The future of SPAM

I subscribe to many, many newsletters that involve the IT industry – trends, troubleshooting, etc…. One of these newsletters I received had some alarming information in it regarding the trend of spam and viruses as related to email. The data, as reported, focused on email processed by one large vendor…

Postini recently predicted what 2005 will bring for spam and gave an overview of the situation in 2004. Here’s a summary of what happened – and what Postini thinks will happen during the next 12 months:

At the beginning of 2004, 78% of the e-mail processed by Postini was spam. By the end of the year, 88% of the e-mail that Postini processed was spam, a figure the company believes will increase to 92% in 2005.

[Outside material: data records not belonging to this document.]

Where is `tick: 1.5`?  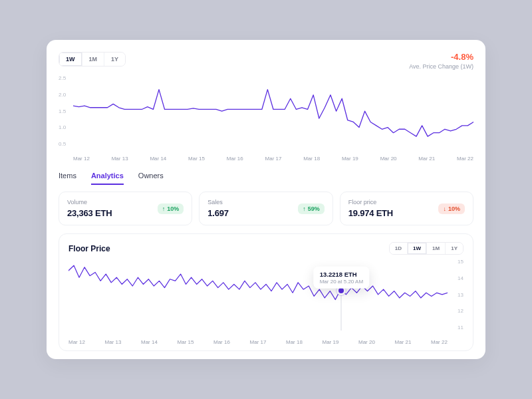 tick: 1.5 is located at coordinates (63, 112).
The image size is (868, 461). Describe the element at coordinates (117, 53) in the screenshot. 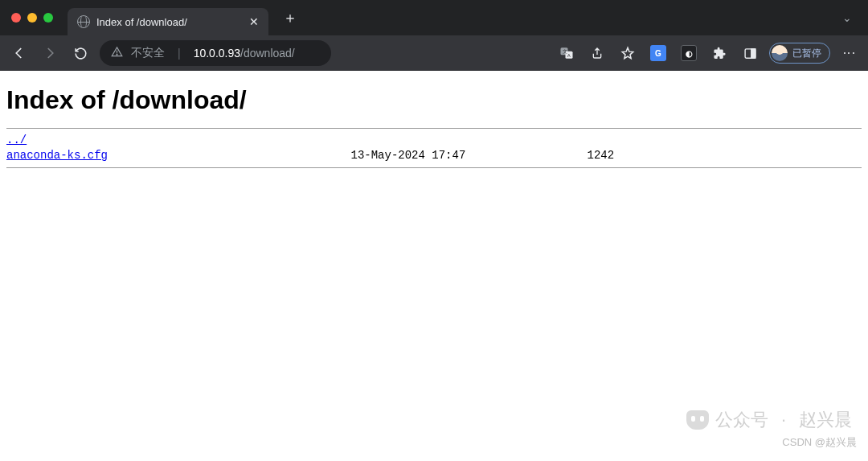

I see `warning-icon` at that location.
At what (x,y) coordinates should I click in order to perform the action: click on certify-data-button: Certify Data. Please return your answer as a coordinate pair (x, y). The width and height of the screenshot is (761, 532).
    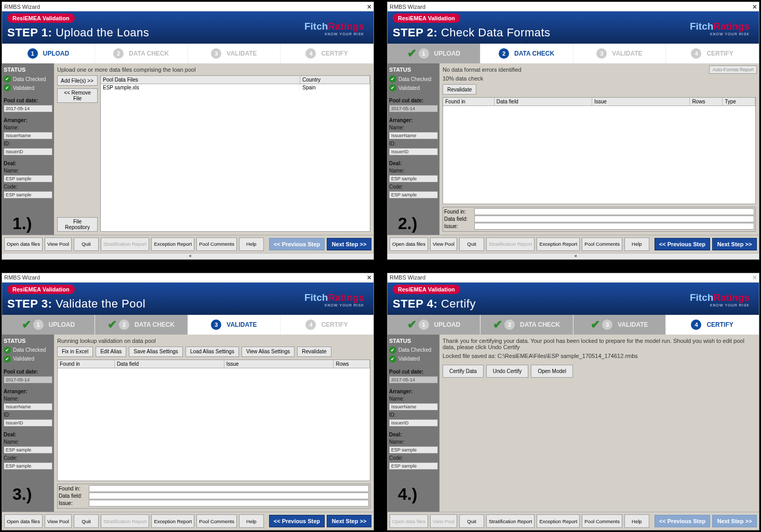
    Looking at the image, I should click on (463, 371).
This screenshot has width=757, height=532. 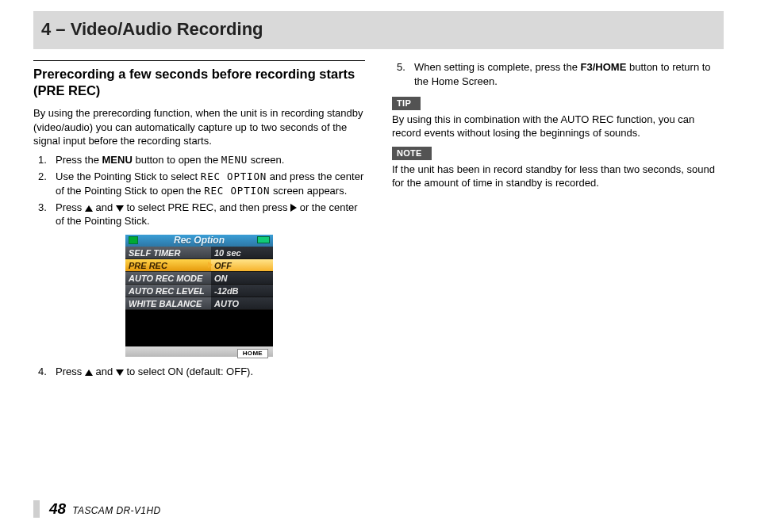 I want to click on section-rule, so click(x=199, y=60).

Directory/dictionary harvest attacks (DHA) – which spammers use to obtain fresh, valid e-mail addresses from a corporate directory – will increase 25% during 2005. During 2004, Postini blocked more than 164 million DHAs and 38 billion invalid delivery attempts, an average of more than 6,000 invalid delivery attempts per mailbox.

During 2003, one in 200 e-mail messages Postini processed contained a virus, a figure that increased to one in 67 e-mails during 2004 and one in 25 e-mails contained a virus near the end of 2004.

During 2004, Postini blocked more than 40% of the 95 billion SMTP requests that it received, based solely on the suspect nature of the IP address from which those requests were sent.
The point of this newsletter is not to be an advertisement for Postini, but rather to point out the direction that a significant processor of e-mail sees for spam and virus attacks.

Admittedly, the situation looks a bit grim. Perhaps the most significant takeaway from the points above is the importance of pre-processing SMTP requests to determine the likelihood they are spam.

Processing at the connection level is an important step toward solving the spam problem because it makes spam processing less of a content filtering issue and more one of source control.

Analyzing the source of spam and blocking or throttling it far back in the network does two things:
It minimizes the amount of spam that reaches the edge of the network.
It puts the onus for spam control on the senders of the stuff, such as the ISPs whose networks are filled with zombies.
Preventing or slowing delivery of messages from IP addresses with a bad reputation means that legitimate, paying customers of these networks whose e-mail can’t get through may switch to networks who are more serious about zombie control and other forms of spam prevention. That would provide an economic incentive for network operators to take a more aggressive stance on controlling spam.